Winston Churchill was spot on, in his book ‘My African Journey’ referred to Uganda as the Pearl of Africa. In his description, he stated, ‘it’s a variety of form and color, for profusion of brilliant life, bird, insect, reptile, beast – for vast scale – Uganda is truly, ‘the Pearl of Africa.

Churchill was spot on, he experienced Uganda in its rawest form, but chances are he didn’t know the Uganda we know today. For example, the road network to remote tourism attractions has been improved over the last century. Here are five other things you are likely to notice about. Uganda today that even one of the greatest world’s leaders, like Churchill, didn’t get a chance to,

1. Relative peace and stability

Uganda has been noted in the world peace index as one of the most peaceful. After 1986, Uganda enjoyed relative national peace partly due to many violent administrations that preceded it. Many National Parks have trained tour-guides, and institutions like The Uganda Wildlife Authority are mandated to ensure conservation and other ensure parks are well-managed.
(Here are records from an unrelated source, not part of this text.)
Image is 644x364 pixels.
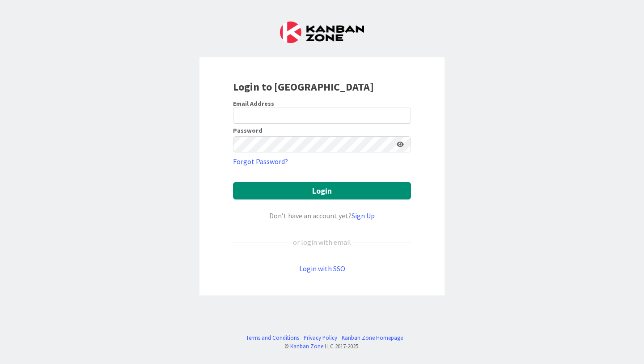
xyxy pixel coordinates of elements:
[342,333,403,342] a: Kanban Zone Homepage
[233,210,411,220] div: Don’t have an account yet?
[280,21,364,43] img: Kanban Zone
[233,182,411,199] button: Login
[233,80,374,94] b: Login to [GEOGRAPHIC_DATA]
[291,237,353,247] div: or login with email
[233,100,275,107] label: Email Address
[246,333,300,342] a: Terms and Conditions
[351,211,375,220] a: Sign Up
[233,156,288,167] a: Forgot Password?
[290,342,323,350] a: Kanban Zone
[241,342,403,351] div: © LLC 2017- 2025 .
[300,263,345,273] a: Login with SSO
[233,127,262,133] label: Password
[303,333,337,342] a: Privacy Policy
2. World’s remaining Mountain Gorilla Population

Chances are, Churchill the heroic leader, didn’t witness the dwindling of mountain gorilla populations globally in his day, but the evidence is clear now, half of the world’s remaining mountain gorillas live in the South Western part of this country. In Bwindi, you come face to face with multiple families trekking one of the world’s most ecologically diverse forests.

3. The people are friendlier

We also doubt Winston Churchill anticipated the British colony as one of the soon-to-be named most welcoming countries in 2017, but here we were, we have lost nothing of that trait. We continue to offer warm taxi smiles and bananas to curious tourists, not even the raging 2019-2020 pandemic has changed that!

4. A Vibrant nightlife

Winston Church Hill didn’t get a chance to tell anybody that Uganda’s (especially) pre-pandemic nightlife was a booming. With urbanization recorded on the rise between 2010-2019. Uganda’s vibrant nightlife is arguably the envy of East Africa. Just don’t ask Rwanda about this, okay?

5. Rolex

Some sources have also indicated the Ugandan roadside staple known as a Rolex (not the Swiss watch) as one of Uganda’s signature tastes. There is no evidence Winston Churchill ever told that to anybody, let alone taste the recent roadside glory himself.

The world will certainly forgive the historical statesman for many of the above. After all, he did not live long enough to embed these factors as part of how he described Uganda, but you have no reason not to factor these in as motivations for your next Uganda trip.